Hosts

Category: trojan_generic · Aliases: None known · Sample count (EMBER 2018): 267 · Enrichment: expert-seo · Updated: 2026-06-09

Overview

BrowserModifier:Win32/Hosts (or simply 'Hosts file hijacker') is a generic heuristic detection for malware or adware that maliciously modifies the Windows HOSTS file to redirect web traffic, block security updates, or facilitate phishing.

What is a HOSTS Hijack?
For general consumers, a modified HOSTS file results in bizarre browsing behavior: attempting to visit google.com might redirect to a fake search engine, or attempting to visit microsoft.com simply times out. For incident responders, HOSTS hijacking is a rudimentary but highly effective DNS override technique. The Windows OS checks the local HOSTS file (C:\Windows\System32\drivers\etc\hosts) before querying external DNS servers. Malware exploits this to sinkhole security traffic or redirect banking URLs to attacker-controlled phishing infrastructure.

Infection Vectors & Threat Hunting
Malware variants (ranging from simple adware to severe banking trojans) require local Administrator privileges to modify the HOSTS file. Upon execution, the malware appends hundreds of entries to the file. Commonly, it maps AV update domains (like liveupdate.symantec.com or update.microsoft.com) to 127.0.0.1 (localhost), effectively blinding the endpoint's security software. Alternatively, it maps financial domains (chase.com) to malicious IP addresses. Threat hunters can trivially detect this by monitoring the integrity and size of the HOSTS file.

Forensic Analysis & Impact
The impact ranges from simple annoyance (adware redirection) to severe financial loss (banking phishing) and compromised security posture. Incident responders should immediately open the HOSTS file in Notepad and review the entries. EDR tools frequently trigger alerts when processes other than svchost.exe or authorized admin tools attempt to write to the \drivers\etc\ directory.

MITRE ATT&CK Techniques

Observed techniques used by this family, mapped to the MITRE ATT&CK framework:

TechniqueNameTactic
T1562.001Impair Defenses: Disable or Modify ToolsDefense Evasion
T1112Modify RegistryDefense Evasion
T1566PhishingInitial Access
T1584Compromise InfrastructureResource Development
T1498Network Denial of ServiceImpact

Generated Detections (Boilerplate)

These YARA and Sigma rules are auto-generated based on the family name and aliases. They must be heavily tuned before deployment in a production environment.

YARA Rule

rule MALWARE_WIN_HOSTS {
    meta:
        description = "Detects Hosts (trojan_generic)"
        author = "SystemHelpdesk Boilerplate Generator"
        date = "2026-07-06"
    strings:
        $s1 = "hosts" ascii wide nocase
    condition:
        uint16(0) == 0x5a4d and any of them
}

Sigma Rule

title: Suspicious Hosts Activity
id: 85cf4e6d42a71e693fd780c8b29accdd
status: experimental
description: Detects generic indicators of the hosts malware family.
logsource:
    category: process_creation
    product: windows
detection:
    selection:
        Image|endswith:
            - '\cmd.exe'
            - '\powershell.exe'
        CommandLine|contains:
            - "*hosts*"
    condition: selection
level: medium

Containment & Response Steps

Ordered checklist for responders. Adapt to your environment and engage professional support for active incidents.

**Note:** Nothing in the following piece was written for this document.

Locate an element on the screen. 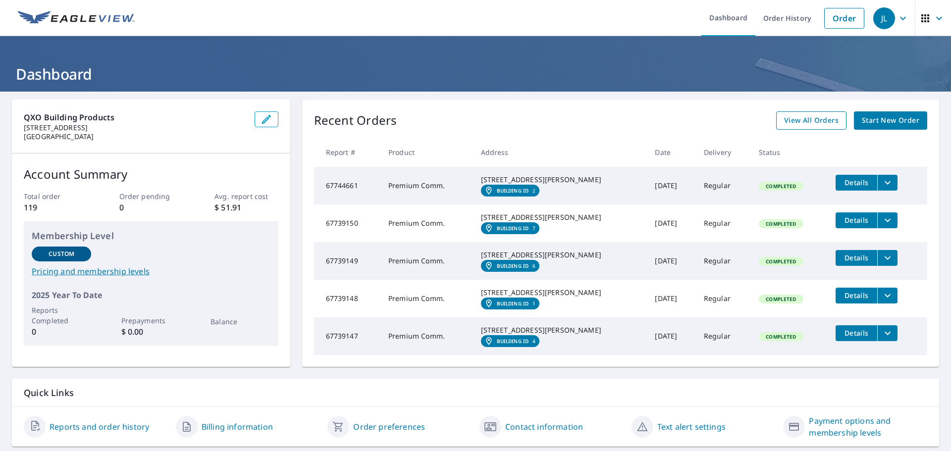 This screenshot has height=451, width=951. p: Reports Completed is located at coordinates (61, 315).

  1. Open the Windows HOSTS file (<code>C:\Windows\System32\drivers\etc\hosts</code>) with administrative privileges and delete all unauthorized entries.
  2. Reset the HOSTS file to the Windows default (typically just comments and a localhost mapping).
  3. Investigate how the malware gained administrative privileges to modify the file in the first place; a larger infection is likely present.
  4. Run a full EDR sweep to identify the parent executable (often adware or a banking trojan) that orchestrated the modification.

What to Avoid

Common mistakes during response to this family that can destroy evidence, spread the infection, or worsen recovery.

  1. Do not assume the endpoint is clean just by fixing the HOSTS file; the malware that modified it is almost certainly still active.
  2. Avoid deleting the HOSTS file entirely; while Windows can recreate it, it is best practice to restore it to the Microsoft default template.

References & External Analysis

Related Families (Category: trojan_generic)

Explore other malware families in the same category:

Need help with an active incident? Published by the SystemHelpdesk team.

Machine-readable

Get this profile as JSON: https://jordanricky1604-ship-it.github.io/malware-families-catalog/api/hosts.json

Ecosystem & Interactive Environments

This profile is part of the Malware Families Catalog, a public dataset of 2,899 malware families. The catalog is also published across our ecosystem: Hugging Face, Kaggle, Replit, StackBlitz, CodeSandbox, and CodePen.